By Brandon Valeriano
The constant stream of revelations that members of President Donald Trump’s administration and his surrogates had direct contact with Russia during and after the 2016 presidential election provokes a series of questions: Does it matter? And is Russia really our enemy? The answer might surprise you.
To call Russia our enemy right now is not exactly accurate. It would be rather more fitting to call Russia our rival. This might seem like a minute distinction, and yet it is a telling one. A rival is a strategic competitor -- an equal who competes for superiority and who strives for the same goal. An enemy, on the other hand, is the hostile opposition -- an antagonist that seeks the destruction of its opponent.
It is basically incontestable that Moscow’s interests and strategic goals directly counter Western and democratic values, and more importantly, the liberal world order. Much of what Russia does or hopes to achieve directly clashes with the international system America helped set up to manage conflict and promote cooperation.
So why then is Russia merely a rival to the United States, rather than an unequivocal enemy to the order that America traditionally upholds? As it happens, this distinction stems from a change in the value America places on its own traditional ideals.
But before we get into America’s shifting values, let’s examine how Russia perceives its relationship with the United States.
From our disputes over the Kosovo War, to disagreements over American conduct in the wars in Iraq and Afghanistan, to the more recent blame that Moscow has placed on the West for the collapse of a pro-Russian government in Ukraine, Russia clearly sees American actions as a threat to its interests. An intellectual project that reframes Russia as America’s friend betrays any basic facts we know about international relations and recent behavior.
Russia’s abhorrent behavior in the Middle East includes supporting a Syrian regime that uses mass executions and chemical weapons on its own population. The roster of Russian journalists who have sought to expose the truth and have been killed for their efforts is horrifying. Of course, the United States is not beyond reproach when it comes to lives lost as a result of its foreign policy. But the abuses of the Russian state go far beyond the scope of recent American contraventions.
Crucially for Russia, confusion and disunity in U.S. politics provide an opportunity to push Moscow’s agenda onto the Western world. Sowing lack of faith in Western institutions allows Moscow to promote ideologies and processes that support its interests. These include support for authoritarian governments, ethno-nationalists, and for kleptocracies extracting resources for personal gain.
All of these run directly counter to U.S. values. They go against our traditional conception of the Four Freedoms (freedom from want, freedom of worship, freedom from fear, and freedom of speech) articulated by President Franklin D. Roosevelt. You’d be hard-pressed to find another example of a country whose principle ethos runs so directly counter to the American project.
Why, then, can we no longer blatantly classify Russia as our enemy, given the litany of egregious examples of anti-democratic and anti-liberal behavior the country has imposed upon its own citizens and the rest of the world?
How the United States views Russia directly correlates to how much value we as Americans place on things like freedom, democracy, economic liberalism, and the protection of traditional NATO allies. Do Americans really care what happens in Syria? Are we ready to go to war to counter Russian aggression in Ukraine -- or Latvia, for that matter? Do we care about an open international system based on free trade and liberal politics? Honest answers to these questions might render us less different from Russia than we are comfortable to admit.
That the United States failed to stand up to brazen Russian aggression in Syria and Ukraine is abundantly obvious. Yet the failure to uphold American ideals is also painfully evident in the reality of the United States today, as undocumented migrants hide during raids in fear of being torn from their families and uprooted from their lives. America’s inability to articulate a liberal project that trumpets progress is its real failure both at home and abroad -- and it is one that renders us much more similar to Russia than we might be comfortable to admit.
America’s failure to support the liberal world order it created says more about changes to our state and the disintegration of traditional American foreign policy than it does the actions of rival regimes and societies. The populism that has taken hold of American politics is only able to do so when there is little to stand in its way, and when there is no alternative ideology that offers a progressive, fact-based path forward.
The shift toward an isolationist and selfish view of America’s role in this global system is the real tragedy of our time. Rather than seeking progress and stable, positive change internationally, the United States became fearful of any intervention that might make it appear responsible for the future of another state. Russia will continue to pose a threat to the liberal international order, but so too will an America that is unmoored from its ideals and interests abroad.
Rivalry and strategic competition will continue to shape future relations between the United States and Russia, but we won’t be real enemies again until America first rediscovers its own values.
Brandon Valeriano is the Donald Bren Chair of Armed Politics at the Marine Corps University and a Reader in International Relations at Cardiff University. He is the author of Russian Coercive Diplomacy (2015) and Cyber War versus Cyber Realities (2015) and also serves as an adjunct fellow at the Niskanen Center. The views expressed here are the author's own.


## WORK ORDER
From the first record below to the last, retype each one exactly.

╭──

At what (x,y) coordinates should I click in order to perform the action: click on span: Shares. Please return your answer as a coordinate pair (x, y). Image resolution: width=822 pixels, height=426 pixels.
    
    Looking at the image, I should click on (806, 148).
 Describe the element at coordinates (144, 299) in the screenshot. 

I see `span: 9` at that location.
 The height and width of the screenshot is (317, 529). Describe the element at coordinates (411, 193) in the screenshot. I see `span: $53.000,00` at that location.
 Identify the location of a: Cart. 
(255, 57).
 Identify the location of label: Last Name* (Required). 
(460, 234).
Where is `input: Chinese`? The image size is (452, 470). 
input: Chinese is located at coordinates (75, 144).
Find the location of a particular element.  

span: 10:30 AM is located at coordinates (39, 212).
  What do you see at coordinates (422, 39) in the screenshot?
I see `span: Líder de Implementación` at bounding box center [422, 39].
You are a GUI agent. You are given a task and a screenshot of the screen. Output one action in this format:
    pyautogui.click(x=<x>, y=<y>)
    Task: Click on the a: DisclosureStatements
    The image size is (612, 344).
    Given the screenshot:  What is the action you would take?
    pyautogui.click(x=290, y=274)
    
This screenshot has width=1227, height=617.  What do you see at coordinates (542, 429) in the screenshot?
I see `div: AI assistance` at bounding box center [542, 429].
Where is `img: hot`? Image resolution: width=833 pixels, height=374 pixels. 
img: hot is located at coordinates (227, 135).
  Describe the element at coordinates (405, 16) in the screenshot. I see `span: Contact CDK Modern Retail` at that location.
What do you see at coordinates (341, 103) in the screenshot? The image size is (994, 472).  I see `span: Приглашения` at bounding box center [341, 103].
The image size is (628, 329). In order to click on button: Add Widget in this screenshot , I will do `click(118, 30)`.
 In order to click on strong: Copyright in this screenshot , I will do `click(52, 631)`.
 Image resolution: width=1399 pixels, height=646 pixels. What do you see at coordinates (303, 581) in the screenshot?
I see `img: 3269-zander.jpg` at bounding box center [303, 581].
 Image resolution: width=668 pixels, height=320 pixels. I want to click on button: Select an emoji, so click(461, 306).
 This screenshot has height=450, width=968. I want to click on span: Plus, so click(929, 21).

╰──

## FINISHED EXERCISE
At what (x,y) coordinates should I click in order to perform the action: click on span: Shares. Please return your answer as a coordinate pair (x, y). Image resolution: width=822 pixels, height=426 pixels.
    
    Looking at the image, I should click on (806, 148).
 Describe the element at coordinates (144, 299) in the screenshot. 

I see `span: 9` at that location.
 The height and width of the screenshot is (317, 529). Describe the element at coordinates (411, 193) in the screenshot. I see `span: $53.000,00` at that location.
 Identify the location of a: Cart. 
(255, 57).
 Identify the location of label: Last Name* (Required). 
(460, 234).
Where is `input: Chinese`? The image size is (452, 470). 
input: Chinese is located at coordinates (75, 144).
Find the location of a particular element.  

span: 10:30 AM is located at coordinates (39, 212).
  What do you see at coordinates (422, 39) in the screenshot?
I see `span: Líder de Implementación` at bounding box center [422, 39].
You are a GUI agent. You are given a task and a screenshot of the screen. Output one action in this format:
    pyautogui.click(x=<x>, y=<y>)
    Task: Click on the a: DisclosureStatements
    The image size is (612, 344).
    Given the screenshot:  What is the action you would take?
    pyautogui.click(x=290, y=274)
    
This screenshot has width=1227, height=617.  What do you see at coordinates (542, 429) in the screenshot?
I see `div: AI assistance` at bounding box center [542, 429].
Where is `img: hot`? Image resolution: width=833 pixels, height=374 pixels. 
img: hot is located at coordinates (227, 135).
  Describe the element at coordinates (405, 16) in the screenshot. I see `span: Contact CDK Modern Retail` at that location.
What do you see at coordinates (341, 103) in the screenshot? The image size is (994, 472).  I see `span: Приглашения` at bounding box center [341, 103].
The image size is (628, 329). In order to click on button: Add Widget in this screenshot , I will do `click(118, 30)`.
 In order to click on strong: Copyright in this screenshot , I will do `click(52, 631)`.
 Image resolution: width=1399 pixels, height=646 pixels. What do you see at coordinates (303, 581) in the screenshot?
I see `img: 3269-zander.jpg` at bounding box center [303, 581].
 Image resolution: width=668 pixels, height=320 pixels. I want to click on button: Select an emoji, so click(461, 306).
 This screenshot has height=450, width=968. I want to click on span: Plus, so click(929, 21).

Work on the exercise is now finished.